The Vancouver International Film Festival wraps up next week and a Haisla-focussed film set in Kitamaat is already being celebrated as one of the highlights.
Writing in Hollywood North Magazine, critic Shaun Lang called Monkey Beach “one of the shiniest jewels in the recent wave of Canadian Indigenous Cinema. If The Grizzlies was the Inuit answer to the sports drama, then Monkey Beach is the Haisla response to the Superhero genre. That’s about the closest I can come to categorizing what is truly a spiritually-healing experience whether you’re Haisla or otherwise.”
The story is about a character named Lisa who returns to her village of Kitamaat, and who is forced into a supernatural world after her younger brother goes missing. Monkey Beach, which is in English and Haisla, is based on a book of the same name by Haisla-Heiltsuk author Eden Robinson.
The director Loretta Sarah Todd, who is Métis-Cree, has been working on adapting the book to film for a decade.
“For me, as an Indigenous woman, it just spoke to me. We don’t know our power. We’ve been told we don’t actually have power, and everything from legislation to just the way society teaches us, is always reminding us that we don’t have power,” she told The Tyee.
The Georgia Straight media outlet in Vancouver said that the film “conveys a deep understanding of family and community dynamics and an integral sense of place,” adding that “although the overall effort may be uneven at times and takes some time to find its way, there’s enough to appreciate here to carry things along.”
Monkey Beach played at Terrace’s Tillicum Twin Theatres last month. It will screen again on October 7 in Vancouver.
Lang is urging more theatres to carry the film once COVID is more under control: “When theatres return to full strength post vaccine or miracle cure, Monkey Beach would be one of the first I’d nominate for a wide re-release.”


REQUIREMENT: Once the pictures are set aside, reproduce all of the records exactly.
%%
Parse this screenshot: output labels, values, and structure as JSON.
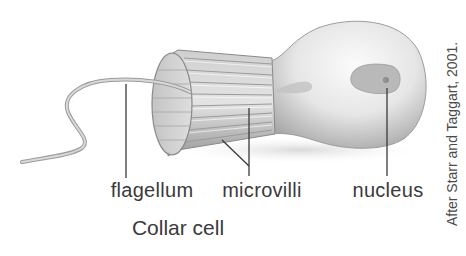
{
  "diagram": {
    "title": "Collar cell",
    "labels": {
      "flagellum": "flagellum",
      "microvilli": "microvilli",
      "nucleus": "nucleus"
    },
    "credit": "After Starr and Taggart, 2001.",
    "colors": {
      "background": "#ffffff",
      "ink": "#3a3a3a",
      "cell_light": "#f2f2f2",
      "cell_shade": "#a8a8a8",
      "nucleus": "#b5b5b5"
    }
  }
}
%%
EXERCISE SOLUTION:
Parse this screenshot: output labels, values, and structure as JSON.
{
  "diagram": {
    "title": "Collar cell",
    "labels": {
      "flagellum": "flagellum",
      "microvilli": "microvilli",
      "nucleus": "nucleus"
    },
    "credit": "After Starr and Taggart, 2001.",
    "colors": {
      "background": "#ffffff",
      "ink": "#3a3a3a",
      "cell_light": "#f2f2f2",
      "cell_shade": "#a8a8a8",
      "nucleus": "#b5b5b5"
    }
  }
}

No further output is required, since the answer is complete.